Soften inspection law, city councilmen urge
By DAVID SKOLNICK
YOUNGSTOWN
City council members are looking at changing the rental- registration and inspection program that just started.
Councilmen DeMaine Kitchen, D-2nd, and Jamael Tito Brown, D-3rd, said Monday the city shouldn’t be inspecting the major apartment buildings that already are required to be inspected annually by the owners’ lender and insurance company.
But two other members of council — Janet Tarpley, D-6th, and John R. Swierz, D-7th — disagreed.
Discussion on the program was at a meeting of council’s community development agency committee.
The city’s inspection list of 21 items requires rental properties to have, among other things, working electric and heating systems, operating gutters and downspouts, structurally sound porches and stairs and windows that aren’t cracked or broken.

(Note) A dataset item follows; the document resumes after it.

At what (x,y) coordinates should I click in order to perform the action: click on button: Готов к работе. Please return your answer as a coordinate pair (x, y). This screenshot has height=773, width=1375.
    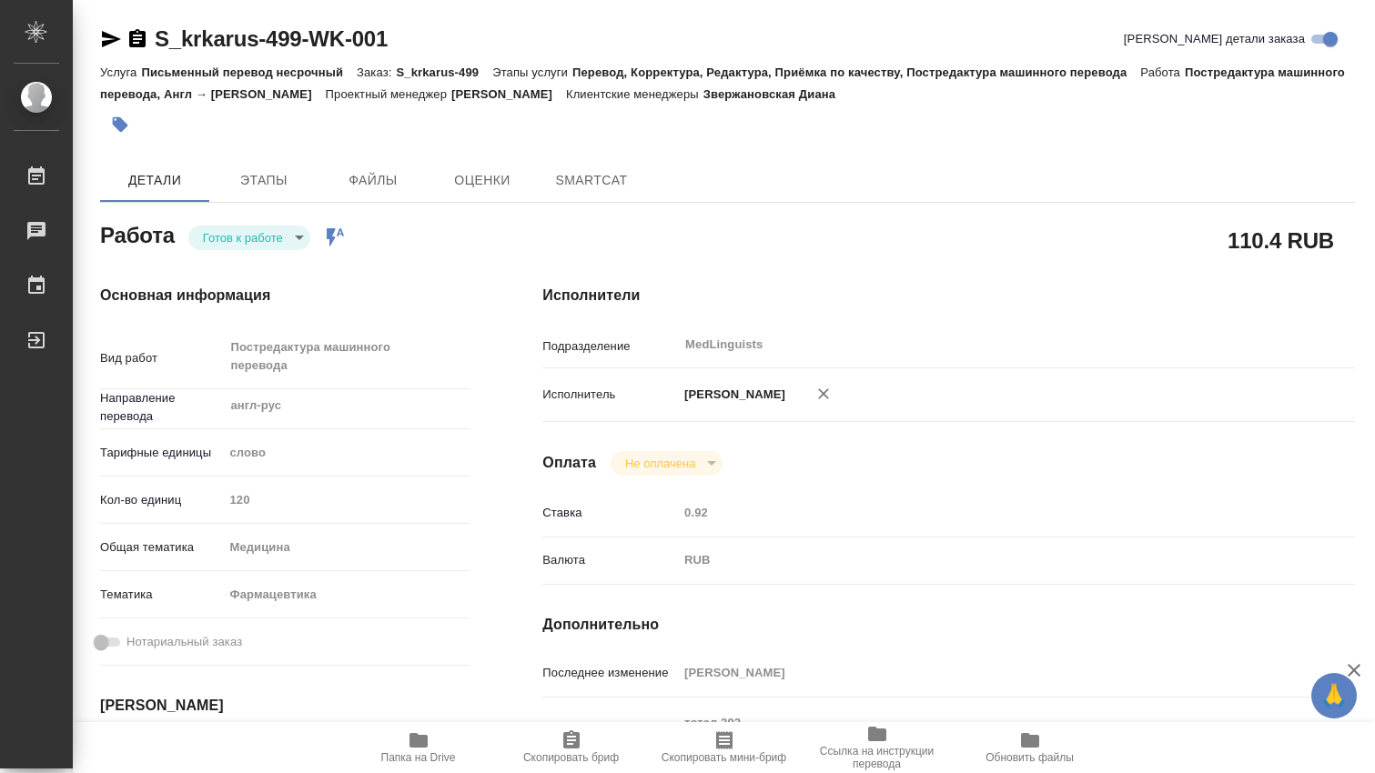
    Looking at the image, I should click on (243, 237).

The program began Sept. 7.
Maureen O’Neil, the city’s property-registration administrator, said the inspections are basic but are needed to protect tenants’ safety.
Kitchen and Brown said they received calls from major apartment building owners who call the city inspections unnecessary.
Brown called the inspections by the city a “safety check.”
The inspections done by lenders and insurance companies “seem to be a lot more sophisticated than the ones we’re doing,” he said.
In response, O’Neil said she is “simply following the law as it’s written” by city council.
“When you make a law, it has to be applied across the board,” Tarpley added.
Also, the inspections required by lenders and insurance companies may not include examining the rental units, Swierz said.
Only those who receive full inspections would be exempt from the city check, Brown and Kitchen said.
“We can keep the registration fee, but not have to inspect all properties,” Kitchen said. “If you can provide legitimate written documentation to the city that you had a thorough inspection, we shouldn’t have to require our inspection.”
The program requires rental-property owners to pay the city $20 per unit for an annual license after a safety inspection. If a property is a multifamily dwelling, the first unit is $20, and each additional unit in the structure is $15.
The city is paying $15 per inspection to Youngstown Metropolitan Housing Authority, which does the inspecting.
The landlords of about half of the 4,000 rental units in the city to be inspected are registered.
The deadline to register was last month, but the city is giving landlords a few extra weeks to register, she said.
All landlords should register before they complain about the program, Tarpley said.
Federal subsidized properties are exempt because they’re inspected by a government agency, O’Neil said.
Those units should also be subject to inspections, Tarpley and Brown said.
“It needs a second look,” Brown said of the program. “It’s good, but we can make it better.”
Councilwoman Annie Gillam, D-1st, added: “Everything needs tweaking, particularly something new.”